Islamic Civilization is Dying

A briefing by David P. Goldman
November 15, 2011

David P. Goldman is best known for his "Spengler" column at Asia Times Online, which draws a million readers a month. He headed global bond research for Bank of America as well as other Wall Street research groups. Trained in music theory as well as economics at City University of New York and the London School of Economics respectively, he has written extensively on music, mathematics, religion, and the cultural heritage of the West, in Forbes, The TabletFirst Things, and Pajamas Media. His "Ankara's 'Economic Miracle' Collapses" is featured in the Winter 2012Middle East Quarterly.
Mr. Goldman opened his talk by highlighting the widespread disappointment with the deterioration of the "Arab Spring" into an Islamist resurgence. He cautioned that the U.S. must learn to live with instability, as nothing in its power would enable it to stabilize the Middle East, yet noted that this was not necessarily the end of the world; Ronald Reagan was able to exploit it for the national interest in the case of the Iran-Iraq war of the 1980s.
Rather than focus on Islamism and its conflict with modernity as chief culprit for this instability, Mr. Goldman pointed to the massive decline in Muslim birthrates attending the growing education of women. Iranian women, for example, used to bear 7 children on average; now the rate has fallen to 1.5, with the most highly educated subgroup approaching a fertility rate of 1.0. Such an inverted population pyramid means that fewer and fewer young people will be forced to support a growing but aging populace. This is not some pipe dream of Western demographers; President Ahmadinejad himself has called the decision by Iranian youth not to have children an act of genocide against the Iranian nation.
Turkey, which also boasts a high literacy rate, including among its women, has seen the fertility rate among ethnic Turks declining to 1.5 children per woman. At the same time, Turkey's restive Kurdish population is now some 20% of the citizenry, with Kurdish women averaging 4.5 children. If this trend continues, and there seems to be no reason it will not, the inverting Turkish population pyramid will be overwhelmed by the "normal" Kurdish one, in essence creating a Kurdistan within the borders of Turkey, a situation fraught with the potential for intensified conflict.
The population decline of these two Muslim countries is to be contrasted with Egypt with its 45% illiteracy rate, and where two thirds of the population lives in rural areas relatively untouched by education or opportunities for women. Combine Egypt's burgeoning population with its diploma mill universities (producing essentially unemployable graduates), its reliance on imports for half its caloric consumption, and its drawn-down of hard currency reserves and one has what can be viewed as a "perfect storm" for upheaval and potential chaos.
Besides bringing the Muslim Brotherhood to power, Tahrir Square has decimated the tourist industry; the camels upon which vacationers used to ride around the pyramids are now being slaughtered for meat. There has been massive capitol flight and the generals seem to be stealing everything not nailed down. Egypt is now facing economic collapse and is in danger of becoming another Somalia, filled with starving people.
Does the impending collapse of the nation-states of the Middle East ruled by plutocrats, dictators and mullahs offer an opportunity for the West? Unfortunately not, according to Goldman.
The hard truth is that countries that feel they have no future will take extreme steps because they have nothing to lose. Tehran does not behave rationally, at least not in the Western sense, and poses an existential threat to Israel; it will use its nuclear weapons once they are developed.
Goldman's advice then is to bomb Iran and take out its nuclear capability, despite the collateral damage that will likely ensue. In countries roiled by the Arab uprisings which are slipping into Islamist hands, hostile to U.S. interests, American policy should be to destabilize them through various measures.
Related Topics:  Islam  |  David P. Goldman This text may be reposted or forwarded so long as it is presented as an integral whole with complete information provided about its author, date, place of publication, and original URL.
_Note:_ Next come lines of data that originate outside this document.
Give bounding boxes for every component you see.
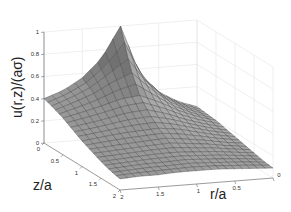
z-tick — [41, 54, 44, 55]
x-tick-label: 2 — [120, 194, 124, 200]
z-tick-label: 1 — [36, 29, 40, 35]
z-axis-title: u(r,z)/(aσ) — [9, 56, 25, 118]
z-tick — [41, 76, 44, 77]
y-tick-label: 0.5 — [51, 158, 60, 164]
x-tick — [120, 190, 121, 193]
x-tick — [158, 187, 159, 190]
y-axis-title: z/a — [33, 177, 52, 193]
y-tick-label: 1 — [75, 170, 79, 176]
x-tick-label: 1 — [197, 188, 201, 194]
y-tick — [61, 155, 63, 157]
z-tick — [41, 121, 44, 122]
z-tick-label: 0.8 — [31, 51, 40, 57]
y-tick — [99, 178, 101, 180]
x-tick-label: 1.5 — [156, 191, 165, 197]
y-tick-label: 0 — [37, 146, 41, 152]
x-tick — [197, 184, 198, 187]
x-tick-label: 0.5 — [233, 185, 242, 191]
y-tick — [118, 190, 120, 192]
z-tick-label: 0.2 — [31, 118, 40, 124]
x-axis-title: r/a — [210, 186, 227, 202]
z-tick — [41, 99, 44, 100]
x-tick — [235, 181, 236, 184]
x-tick — [273, 178, 274, 181]
y-tick-label: 1.5 — [89, 181, 98, 187]
y-tick — [80, 167, 82, 169]
y-tick-label: 2 — [113, 193, 117, 199]
z-tick-label: 0.4 — [31, 96, 40, 102]
x-tick-label: 0 — [277, 172, 281, 178]
surface-plot: 00.20.40.60.8100.511.5200.511.52 u(r,z)/… — [0, 0, 291, 212]
z-tick — [41, 32, 44, 33]
z-tick-label: 0.6 — [31, 73, 40, 79]
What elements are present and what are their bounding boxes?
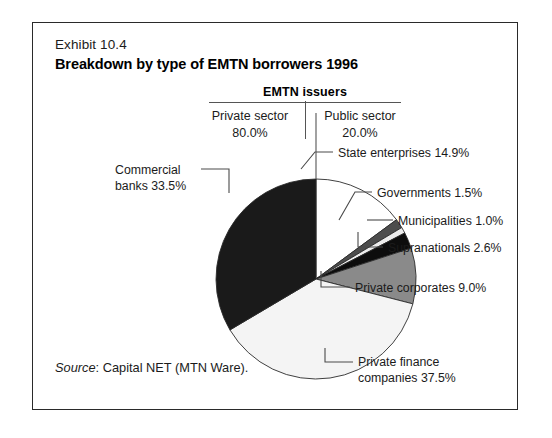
slice-label-supranationals: Supranationals 2.6% (388, 241, 501, 257)
slice-label-state-enterprises: State enterprises 14.9% (338, 146, 469, 162)
source-note: Source: Capital NET (MTN Ware). (55, 360, 248, 375)
exhibit-frame: Exhibit 10.4 Breakdown by type of EMTN b… (32, 22, 518, 410)
commercial-banks-line2: banks 33.5% (115, 179, 186, 195)
commercial-banks-line1: Commercial (115, 163, 186, 179)
slice-label-private-finance: Private finance companies 37.5% (358, 355, 456, 386)
private-finance-line1: Private finance (358, 355, 456, 371)
leader-state-enterprises (301, 152, 333, 169)
pie-slices (216, 179, 416, 379)
slice-label-private-corporates: Private corporates 9.0% (355, 281, 486, 297)
leader-commercial-banks (201, 169, 229, 193)
private-finance-line2: companies 37.5% (358, 371, 456, 387)
slice-label-commercial-banks: Commercial banks 33.5% (115, 163, 186, 194)
slice-label-governments: Governments 1.5% (377, 186, 482, 202)
source-word: Source (55, 360, 96, 375)
source-text: : Capital NET (MTN Ware). (96, 360, 249, 375)
slice-label-municipalities: Municipalities 1.0% (398, 214, 503, 230)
-------------------------------------------------------------------------------------------------------------6) Barack Obama's Middle East Miscalculation
In Egypt, we are witnessing the democratic election of a dictatorship
By MORTIMER B. ZUCKERMAN

 
A little-noticed event gives a grim insight into what is really happening in the Middle East. The euphoria of the "Arab Spring," the instant Twitter-style transition from dictatorship to democracy, is seen for what it is: an illusion. Yes, the dictatorship of one kind has gone, but democracy in the sense we understand it is, shall we say, somewhat delayed.
There have been any number of disappointments. The event that should give us pause about the underlying forces was obscured by the Christmas holiday. In mid-December, violent Islamic Salafist extremists burned down Cairo's famous scientific Institute d'Egypte, established by Napoleon in the late 18th century during a French invasion. The institute housed some 200,000 original and rare books, maps, archaeological objects, and rare nature studies from Egypt and the Middle East, the result of generations of work by researchers, mostly Western scholars. Zein Abdel-Hady, who runs Egypt's main library, remarked, "This is equal to the burning of Galileo's books."
The Salafists, who hate all things Western, no doubt saw their vandalism as an act of defiance against the West, destroying the precious documents of historical Egypt that were so intimately connected to the West. They are either too ignorant and/or too careless to realize that they were destroying their own heritage from Pharaonic Egypt.
Last year in the Middle East was the most dramatic it has known for many. The series of uprisings in Egypt were marked by the emergence of Islamic forces from years of suppression. They scored dramatic political gains in Tunisia and Libya, too. Leaders who perceived themselves as invincible fell, one after the other, the most dramatic being the end of the rule of Egyptian leader Hosni Mubarak.
The United States could not decide whether to support a regime that was disagreeable, but yet a strategic ally, or abandon it because it ignored fundamental American values like freedom and democracy (which means not just fair elections and majority rule, but respect for the rule of law, equal rights for women, tolerance of minorities, and freedom of expression). Alas, with the collapse of the Mubarak regime, the cause of freedom in Egypt is set back since, in the battle between the army and the conservative Islamic extreme, the Islamic bloc won by an overwhelming majority, with first place taken by the Muslim Brotherhood and second place grabbed by the Salafi extremists. By the time the elections are finished, there is likely to be at least a two thirds majority for an Islamist constitution. What we are witnessing is a democratic election of a dictatorship.
The White House completely miscalculated in Egypt, as it did in Gaza. It seemed only to care for the mechanics of the electoral process rather than the meaning of the results. Washington vacillated on who its Egyptian allies really are. We had long shared with the Egyptian military understandings on national security, ours with an eye to maintaining peace in the region. That relationship is now pretty much lost.
Americans, in their perennial innocence, have demanded that the generals turn over power to the civilians whomever they may be, just as they did to the Persian shah, just as they did after Israel's pullout from Gaza when they hadn't a clue about the danger posed by Hamas. Our ingenuous attitude has been tantamount to handing over Egypt on a silver platter to the Muslim Brotherhood and the Salafists, who ironically are coming into power as democrats.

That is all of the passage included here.